First attempt failed when I underestimated the number of settlers required to get the domination.
Churchill's longbows batter everything, but they move too slowly. I think a mounted rush is the way to go here.
No luck from huts, got 1 tech, mysticism, and that was it. So it could have been much better. Wasn't looking at a BC win anyway which I think is going to be required to be competitive.
I think researching hunting, build a scout, and kill all the AI scouts might be the way to go.
EDIT: Construction seems important, so you can cross rivers with roads. Shame we will never tech to engineering!
EDIT2: Also wondering who will be better, Churchill or Victoria.
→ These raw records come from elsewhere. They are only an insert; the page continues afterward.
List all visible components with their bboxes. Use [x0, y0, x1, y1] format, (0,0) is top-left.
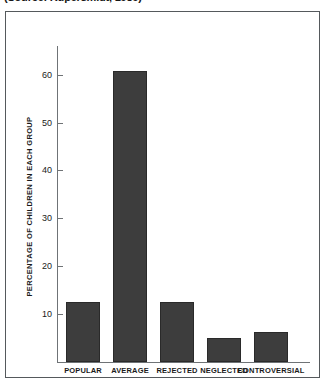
- y-axis-tick: [57, 266, 63, 267]
- y-axis-tick: [57, 170, 63, 171]
- bar: [113, 71, 147, 362]
- y-axis-tick-label: 10: [8, 309, 52, 319]
- y-axis-tick-label: 60: [8, 70, 52, 80]
- x-axis-category-label: CONTROVERSIAL: [231, 366, 311, 375]
- y-axis-tick: [57, 218, 63, 219]
- y-axis-line: [57, 46, 58, 363]
- y-axis-title: PERCENTAGE OF CHILDREN IN EACH GROUP: [25, 117, 34, 297]
- y-axis-tick: [57, 314, 63, 315]
- y-axis-tick: [57, 123, 63, 124]
- bar: [207, 338, 241, 362]
- x-axis-line: [57, 362, 310, 363]
- y-axis-tick: [57, 75, 63, 76]
- bar: [160, 302, 194, 362]
- bar: [66, 302, 100, 362]
- bar-chart: 102030405060 PERCENTAGE OF CHILDREN IN E…: [0, 0, 328, 384]
- bar: [254, 332, 288, 362]
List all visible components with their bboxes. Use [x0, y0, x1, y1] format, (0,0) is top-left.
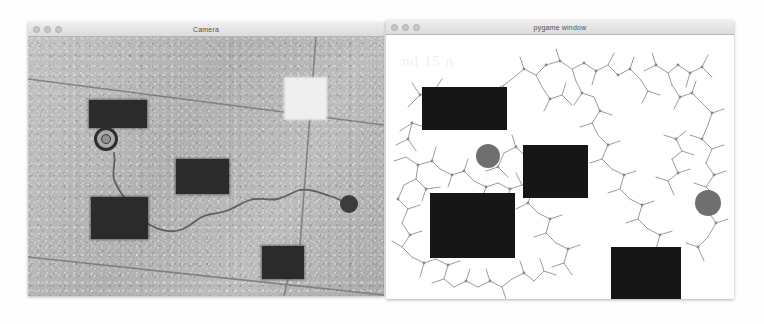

Churchill for less experience required for promos (you get alot of xp in this game) or Victoria for +100% great general emergence (I didn't even make a medic in my last game (Churchill), 2 or 3 longbows were enough to take each and every city, I got one GG which I attached to a longbow, probably have been better splitting the +20xp between a few units though). I can't see Liz being much use, you haven't got time to build cottages (workers spent all their time building roads for me), and I can't see philosophical being useful unless you go caste system ASAP. You can tech to CoL pretty quick though. You can get anything you like from the Oracle... might try horseback riding next game.
When I did the feudalism slingshot from the Oracle (had a bottleneck building the oracle, monarchy was done a while beforehand), I switched to vassalage and serfdom straight away. When I had enough stolen workers in a stack to road any tile in 1 turn, I switched to slavery and started whipping longbows. Could have done with more workers though, to build roads in more directions towards more AI at the same time. Horsies might make roads less important.
EDIT3: You can afford to keep all the AI cities no problem, as long as you take them fairly regularly, the money from capturing them keeps you going. When you decide to turn off tech and spam settlers, you can drop to 0% science anyway.